I haven't see many mentions of using 700 and 600 but it is generally good advice. Unfortunately every server set up is different and needs to be weighed up against convenience (user access to update/edit files).
The underlying approach should be to only give away as little as possible and lock it down as much as you can (700/600 is good for this). In that respect the "official" advice on the wiki wants to apply to as many circumstances as possible and suggests read permissions for everyone (which means any compromised other service on the server will then for example be able to read app/etc/local.xml with your db configuration).
In your case it currently sounds like the files are owned by a different user than what your webserver/php process runs under. Changing the ownership of the files to the webserver should solve your original issue.
Please note that using 700 / 600 and assigning the files to the webserver means your normal user would not be able to edit the files.
The below I feel is a good compromise for convenience vs lock down. All files are owned by user:webservergroup
var and media 770 / 660
The server and your user is allowed to read and write from the var and media folders (session/cache/images).
the rest 750 / 640
Your user is able to edit/update the code.
The webserver is able to read the files for execution/display.
TLDR; version of why Magento gives those instructions: you want things to be writable during installation (700 directories and 600 files), then afterwards assign ownership to the web server running user and restrictive permissions (500 directories, 400 files) that allow read only except for media/ and var/ directories.
This will work on a server that has been set up specifically with security in mind. Web servers can have a lot of variation in their setup especially shared hosts.
Your system sounds like it needs group and/or global read permissions for the web server to read your login user owned files. Check to see who owns the var/cache/
sub folders and the files they contain, you probably will find it's different.
From the question, you didn't get to the next step. They then have the After Installation settings which are even more restrictive.
Running recommendation is:
500 for directories
400 for files
for media/ and var/
700 for directories
600 for files.
The key to understanding all this is the need to know the server user
On a dedicated server, in the instructions they tell you how to find the server user by checking the apache2.conf
or httpd.conf
file for the User
config line.
Typically, this will be something like nobody
, www-data
And so with this bit of information on a dedicated server you then assign all directories and files to be owned by the server user
chown -R {web-server-user-name-here} .
On a hosted system, if you're using Apache MPM-ITK or litespeed, the web server will run with your login name
as the server user.
Once the ownership is set properly then you change all the directories and files as follows:
find . -type f -exec chmod 400 {} \;
find . -type d -exec chmod 500 {} \;
find var/ -type f -exec chmod 600 {} \;
find media/ -type f -exec chmod 600 {} \;
find var/ -type d -exec chmod 700 {} \;
find media/ -type d -exec chmod 700 {} \;
chmod 700 includes
chmod 600 includes/config.php
Now comes the massive headache part. Any time you upload files you no longer have write permissions except where you have allowed them (var/
, media/
) so every time you want to do maintenance outside these folders, you must change everything back by:
find . -type d -exec chmod 700 {} \;
find . -type f -exec chmod 600 {} \;
And on the dedicated server, also probably change ownership to the login user name so you will have permission to write stuff.
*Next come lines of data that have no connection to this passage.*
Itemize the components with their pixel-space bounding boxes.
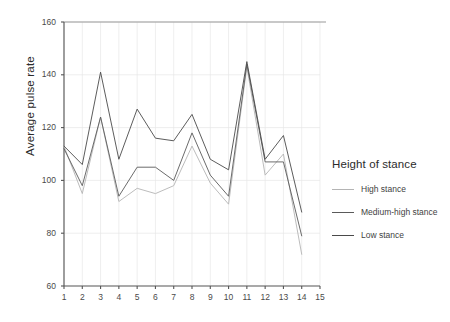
y-tick-label: 100 bbox=[34, 175, 56, 185]
x-tick-label: 15 bbox=[310, 292, 330, 302]
legend-item-label: Medium-high stance bbox=[361, 206, 438, 218]
x-tick-label: 8 bbox=[182, 292, 202, 302]
legend-swatch-line-icon bbox=[332, 212, 354, 213]
y-tick-label: 140 bbox=[34, 69, 56, 79]
y-tick-label: 80 bbox=[34, 228, 56, 238]
x-tick-label: 2 bbox=[72, 292, 92, 302]
line-chart: Average pulse rate 6080100120140160 1234… bbox=[0, 0, 450, 322]
legend-item-label: Low stance bbox=[361, 229, 404, 241]
series-line-1 bbox=[64, 67, 302, 254]
x-tick-label: 4 bbox=[109, 292, 129, 302]
legend-item[interactable]: Medium-high stance bbox=[332, 206, 448, 218]
x-tick-label: 3 bbox=[91, 292, 111, 302]
legend-item-label: High stance bbox=[361, 183, 406, 195]
x-tick-label: 14 bbox=[292, 292, 312, 302]
series-line-3 bbox=[64, 62, 302, 212]
x-tick-label: 12 bbox=[255, 292, 275, 302]
y-tick-label: 60 bbox=[34, 281, 56, 291]
series-line-2 bbox=[64, 64, 302, 236]
legend: Height of stance High stanceMedium-high … bbox=[332, 158, 448, 252]
x-tick-label: 5 bbox=[127, 292, 147, 302]
legend-items: High stanceMedium-high stanceLow stance bbox=[332, 183, 448, 241]
legend-swatch-line-icon bbox=[332, 235, 354, 236]
legend-item[interactable]: High stance bbox=[332, 183, 448, 195]
x-tick-label: 10 bbox=[219, 292, 239, 302]
x-tick-label: 13 bbox=[273, 292, 293, 302]
x-tick-label: 1 bbox=[54, 292, 74, 302]
legend-title: Height of stance bbox=[332, 158, 448, 170]
y-tick-label: 120 bbox=[34, 122, 56, 132]
x-tick-label: 6 bbox=[145, 292, 165, 302]
y-tick-label: 160 bbox=[34, 17, 56, 27]
legend-swatch-line-icon bbox=[332, 189, 354, 190]
legend-item[interactable]: Low stance bbox=[332, 229, 448, 241]
x-tick-label: 7 bbox=[164, 292, 184, 302]
x-tick-label: 9 bbox=[200, 292, 220, 302]
x-tick-label: 11 bbox=[237, 292, 257, 302]
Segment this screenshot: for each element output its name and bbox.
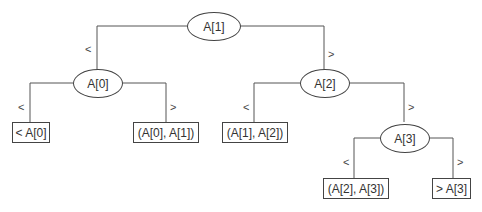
node-right: A[2] xyxy=(300,69,350,98)
edge-label-root-left: < xyxy=(85,43,91,55)
edge-label-a3-right: > xyxy=(457,156,463,168)
leaf-a1-a2: (A[1], A[2]) xyxy=(222,122,288,143)
leaf-less-than-a0-label: < A[0] xyxy=(15,126,46,140)
leaf-less-than-a0: < A[0] xyxy=(12,122,50,143)
edge-label-a2-right: > xyxy=(408,101,414,113)
edge-a0-left xyxy=(30,83,73,122)
leaf-greater-than-a3-label: > A[3] xyxy=(436,182,467,196)
node-right-right-label: A[3] xyxy=(394,132,415,146)
edge-label-a2-left: < xyxy=(243,101,249,113)
leaf-a0-a1-label: (A[0], A[1]) xyxy=(138,126,195,140)
node-right-right: A[3] xyxy=(380,124,430,153)
leaf-a2-a3-label: (A[2], A[3]) xyxy=(328,182,385,196)
node-root-label: A[1] xyxy=(203,20,224,34)
edge-a3-left xyxy=(354,138,380,178)
leaf-a2-a3: (A[2], A[3]) xyxy=(323,178,389,199)
edge-a2-right xyxy=(349,83,404,122)
leaf-a0-a1: (A[0], A[1]) xyxy=(133,122,199,143)
edge-label-a0-right: > xyxy=(170,101,176,113)
edge-root-left xyxy=(97,26,187,70)
edge-a3-right xyxy=(429,138,453,178)
node-left-label: A[0] xyxy=(87,77,108,91)
node-left: A[0] xyxy=(73,69,123,98)
edge-label-a3-left: < xyxy=(343,156,349,168)
leaf-a1-a2-label: (A[1], A[2]) xyxy=(227,126,284,140)
edge-root-right xyxy=(240,26,324,70)
edge-a0-right xyxy=(122,83,166,122)
edge-label-a0-left: < xyxy=(18,101,24,113)
node-root: A[1] xyxy=(187,12,241,41)
edge-a2-left xyxy=(254,83,300,122)
edge-label-root-right: > xyxy=(328,48,334,60)
leaf-greater-than-a3: > A[3] xyxy=(432,178,471,199)
node-right-label: A[2] xyxy=(314,77,335,91)
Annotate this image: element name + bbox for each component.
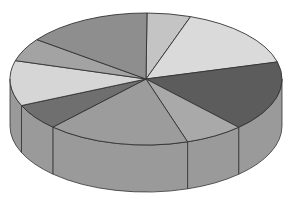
pie-chart-3d: [0, 0, 292, 200]
pie-top-face: [10, 13, 282, 145]
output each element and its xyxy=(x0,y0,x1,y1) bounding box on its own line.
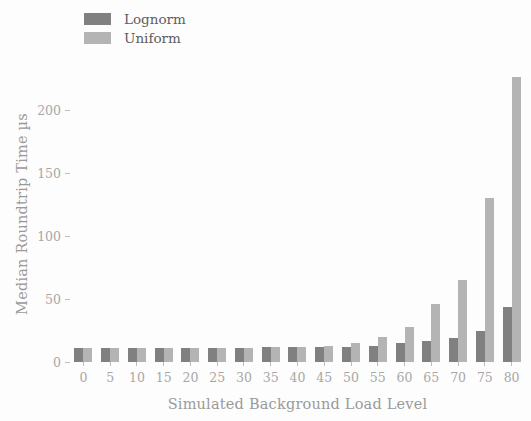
bar-uniform xyxy=(137,348,146,362)
y-tick-label: 150 xyxy=(37,166,61,181)
bar-group xyxy=(257,66,284,362)
bar-uniform xyxy=(378,337,387,362)
x-tick-mark xyxy=(431,362,432,366)
bar-group xyxy=(70,66,97,362)
x-tick: 60 xyxy=(392,362,418,385)
x-tick-mark xyxy=(110,362,111,366)
bar-group xyxy=(391,66,418,362)
plot-area xyxy=(70,66,525,362)
bar-group xyxy=(498,66,525,362)
x-tick: 20 xyxy=(177,362,203,385)
bar-lognorm xyxy=(315,347,324,362)
bar-uniform xyxy=(217,348,226,362)
bar-group xyxy=(124,66,151,362)
bar-uniform xyxy=(190,348,199,362)
x-tick-mark xyxy=(458,362,459,366)
bar-lognorm xyxy=(503,307,512,362)
bar-group xyxy=(284,66,311,362)
bar-uniform xyxy=(512,77,521,362)
bar-lognorm xyxy=(262,347,271,362)
bar-lognorm xyxy=(288,347,297,362)
bar-lognorm xyxy=(422,341,431,362)
x-tick-mark xyxy=(270,362,271,366)
x-tick: 25 xyxy=(204,362,230,385)
bar-lognorm xyxy=(101,348,110,362)
bar-group xyxy=(338,66,365,362)
x-tick-label: 80 xyxy=(504,370,520,385)
legend-swatch-uniform xyxy=(84,32,111,44)
x-tick-label: 70 xyxy=(450,370,466,385)
chart-legend: Lognorm Uniform xyxy=(84,12,186,45)
x-tick: 70 xyxy=(445,362,471,385)
x-tick-mark xyxy=(377,362,378,366)
x-tick-label: 5 xyxy=(106,370,114,385)
x-tick-mark xyxy=(217,362,218,366)
bar-uniform xyxy=(431,304,440,362)
x-tick: 40 xyxy=(285,362,311,385)
bar-lognorm xyxy=(208,348,217,362)
bar-uniform xyxy=(405,327,414,362)
x-tick-label: 30 xyxy=(236,370,252,385)
bar-group xyxy=(204,66,231,362)
legend-swatch-lognorm xyxy=(84,13,111,25)
bar-lognorm xyxy=(342,347,351,362)
x-tick-mark xyxy=(243,362,244,366)
y-tick: 50 xyxy=(45,292,70,306)
legend-label-uniform: Uniform xyxy=(124,32,181,45)
x-tick-label: 60 xyxy=(397,370,413,385)
x-tick-mark xyxy=(163,362,164,366)
bar-lognorm xyxy=(128,348,137,362)
x-tick-mark xyxy=(297,362,298,366)
bar-lognorm xyxy=(235,348,244,362)
bar-uniform xyxy=(458,280,467,362)
x-tick-mark xyxy=(484,362,485,366)
bar-group xyxy=(150,66,177,362)
x-tick-mark xyxy=(404,362,405,366)
bar-uniform xyxy=(351,343,360,362)
x-tick: 30 xyxy=(231,362,257,385)
x-tick-mark xyxy=(136,362,137,366)
x-tick: 0 xyxy=(70,362,96,385)
x-tick-label: 10 xyxy=(129,370,145,385)
bar-group xyxy=(364,66,391,362)
x-tick: 10 xyxy=(124,362,150,385)
bar-uniform xyxy=(271,347,280,362)
chart-figure: Lognorm Uniform Median Roundtrip Time µs… xyxy=(0,0,531,421)
y-tick-label: 50 xyxy=(45,292,61,307)
x-tick-mark xyxy=(351,362,352,366)
x-tick: 50 xyxy=(338,362,364,385)
y-axis-ticks: 050100150200 xyxy=(0,0,70,421)
bar-lognorm xyxy=(74,348,83,362)
x-tick-label: 25 xyxy=(209,370,225,385)
x-tick-label: 20 xyxy=(182,370,198,385)
x-tick-mark xyxy=(324,362,325,366)
legend-item-lognorm: Lognorm xyxy=(84,12,186,26)
bar-group xyxy=(97,66,124,362)
x-tick: 5 xyxy=(97,362,123,385)
bar-uniform xyxy=(244,348,253,362)
x-tick-mark xyxy=(511,362,512,366)
bar-group xyxy=(177,66,204,362)
bar-lognorm xyxy=(155,348,164,362)
x-tick-mark xyxy=(83,362,84,366)
legend-item-uniform: Uniform xyxy=(84,31,186,45)
x-tick-label: 75 xyxy=(477,370,493,385)
x-tick: 45 xyxy=(311,362,337,385)
x-tick-label: 0 xyxy=(79,370,87,385)
y-tick: 150 xyxy=(37,166,70,180)
y-tick-label: 0 xyxy=(53,355,61,370)
bar-group xyxy=(311,66,338,362)
legend-label-lognorm: Lognorm xyxy=(124,13,186,26)
x-tick: 75 xyxy=(472,362,498,385)
x-tick: 15 xyxy=(151,362,177,385)
x-tick-label: 35 xyxy=(263,370,279,385)
x-tick-label: 45 xyxy=(316,370,332,385)
bar-lognorm xyxy=(369,346,378,362)
bar-uniform xyxy=(297,347,306,362)
bar-uniform xyxy=(83,348,92,362)
x-tick-label: 65 xyxy=(423,370,439,385)
bar-uniform xyxy=(324,346,333,362)
x-axis-title: Simulated Background Load Level xyxy=(70,396,525,412)
y-tick: 0 xyxy=(53,355,70,369)
x-tick: 65 xyxy=(418,362,444,385)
Also, if you used Magento Connect (on dedicated server, leave ownership as the web server user), anything it installs will be given 777 permissions.
Because you have to remember to undo and redo the process every time you change something, or are running on a system where the web server needs group/global read permissions, the following permissions have probably become the defacto standard among lesser technically skilled website owners:
find . -type f -exec chmod 644 {} \;
find . -type d -exec chmod 755 {} \;
chmod o+w var app/etc
chmod 550 mage
chmod -R o+w media
Best Answer
I'm working on a solution that feels right, but this is by no means authoritative. I'd love to get feedback or questions. Here it is:
The setup involves two users:
deploy
user in thedeploy
group: the user who writes to the server during deployments via rsync/SSH.apache
user in theapache
group: the user that Apache runs Magento as.The general philosophy is to have the entire Magento directory chowned as
deploy:apache
and have the folders that require operational write access be group-writable. Step-by-step that should get you there:As
root
, create the virtual host's HTTP root, say,/var/www/html
and chown it asdeploy:apache
, setting the setgid sticky bit:Deploy the Magento code via rsync/SSH using the
deploy
user. All files and folders should now be owneddeploy:apache
.As the
deploy
user, set/var
and/media
to group-writable.Remove
umask(0)
in the Magento code to use the OS's default022
or set explicitly toumask(022)
.apache:apache
and be755
or644
.This approach is consistent with the Magento wiki article that recommends the group permissions and fleshes it out a bit. It also seems to be rather close to what this gist by svenvarkel I found does. I see its advantages over the approach to setting the files as owned by the Apache user in that that approach requires you to use the Apache user to deploy and depending on implementation, it either requires constant toggling of write permissions for deployments or leaves the core writable by the Apache user.
I'd love to receive comments or critiques on my proposed approach.